Other prominent Catholics are equally unhappy.
“The idea that public adoration of the Blessed Sacrament is idolatry is a fundamentally antichristic stance, and one we should not be afraid to call out as such,” Joshua Charles wrote on X:
As St. Robert Bellarmine observed in his treatise on Antichrist (Ch. 7) about the protestants: “The heretics of this time, apart from all other things, are precursors of Antichrist since no one more ardently desires to altogether abolish the sacrifice of the Eucharist than they.”
Catholics in the Service
A 2019 survey revealed that Catholics are the largest denomination in the armed services. While 70 percent of service members are Christians, 32 percent are nondenominational, 20 percent are Catholics, and 18 percent are Protestant.
And again, 250,000 of the 1.33 million active-duty service members are Catholics. That’s about two of every 10 men and women with whom Hegseth served in the Army.
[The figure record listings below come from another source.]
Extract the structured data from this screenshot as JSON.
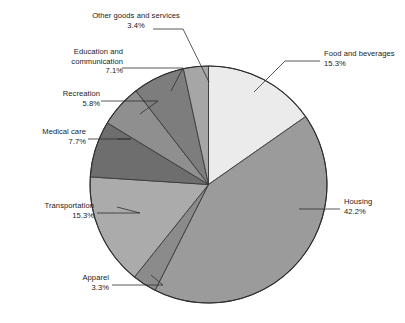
{
  "chart_data": {
    "type": "pie",
    "title": "",
    "subtitle": "",
    "xlabel": "",
    "ylabel": "",
    "legend_position": "callout-labels",
    "grid": false,
    "start_angle_deg": 0,
    "direction": "clockwise",
    "value_unit": "percent",
    "categories": [
      "Food and beverages",
      "Housing",
      "Apparel",
      "Transportation",
      "Medical care",
      "Recreation",
      "Education and communication",
      "Other goods and services"
    ],
    "values": [
      15.3,
      42.2,
      3.3,
      15.3,
      7.7,
      5.8,
      7.1,
      3.4
    ],
    "value_labels": [
      "15.3%",
      "42.2%",
      "3.3%",
      "15.3%",
      "7.7%",
      "5.8%",
      "7.1%",
      "3.4%"
    ],
    "colors": [
      "#ebebeb",
      "#9b9b9b",
      "#8b8b8b",
      "#ababab",
      "#6e6e6e",
      "#8f8f8f",
      "#7d7d7d",
      "#a6a6a6"
    ],
    "slice_border_color": "#3a3a3a",
    "outline_color": "#2e2e2e"
  },
  "labels": [
    {
      "id": "other-goods-and-services",
      "name": "Other goods and services",
      "pct": "3.4%",
      "lines": [
        "Other goods and services",
        "3.4%"
      ]
    },
    {
      "id": "education-and-communication",
      "name": "Education and communication",
      "pct": "7.1%",
      "lines": [
        "Education and",
        "communication",
        "7.1%"
      ]
    },
    {
      "id": "recreation",
      "name": "Recreation",
      "pct": "5.8%",
      "lines": [
        "Recreation",
        "5.8%"
      ]
    },
    {
      "id": "medical-care",
      "name": "Medical care",
      "pct": "7.7%",
      "lines": [
        "Medical care",
        "7.7%"
      ]
    },
    {
      "id": "transportation",
      "name": "Transportation",
      "pct": "15.3%",
      "lines": [
        "Transportation",
        "15.3%"
      ]
    },
    {
      "id": "apparel",
      "name": "Apparel",
      "pct": "3.3%",
      "lines": [
        "Apparel",
        "3.3%"
      ]
    },
    {
      "id": "food-and-beverages",
      "name": "Food and beverages",
      "pct": "15.3%",
      "lines": [
        "Food and beverages",
        "15.3%"
      ]
    },
    {
      "id": "housing",
      "name": "Housing",
      "pct": "42.2%",
      "lines": [
        "Housing",
        "42.2%"
      ]
    }
  ],
  "label_text": {
    "other_goods_name": "Other goods and services",
    "other_goods_pct": "3.4%",
    "education_line1": "Education and",
    "education_line2": "communication",
    "education_pct": "7.1%",
    "recreation_name": "Recreation",
    "recreation_pct": "5.8%",
    "medical_name": "Medical care",
    "medical_pct": "7.7%",
    "transportation_name": "Transportation",
    "transportation_pct": "15.3%",
    "apparel_name": "Apparel",
    "apparel_pct": "3.3%",
    "food_name": "Food and beverages",
    "food_pct": "15.3%",
    "housing_name": "Housing",
    "housing_pct": "42.2%"
  }
}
Hegseth — who supported GOP presidential candidate John McCain in 2008 — apparently doesn’t know or care about those data given that he knows very well about Wilson’s anti-Catholic bias.
That said, evidence has not surfaced to show that Hegseth agrees with Wilson on banning the public displays of Catholic devotion.
Although Hegseth is a Protestant, he has a yen for historic Catholic symbols. His right chest sports a tattoo of the Jerusalem Cross, the symbol of the first Catholic crusaders and the coat of arms for the Kingdom of Jerusalem in the 11th century. He wears a “Deus Vult” (“God Wills It”) tattoo on his right bicep. It was the battle cry of those crusaders.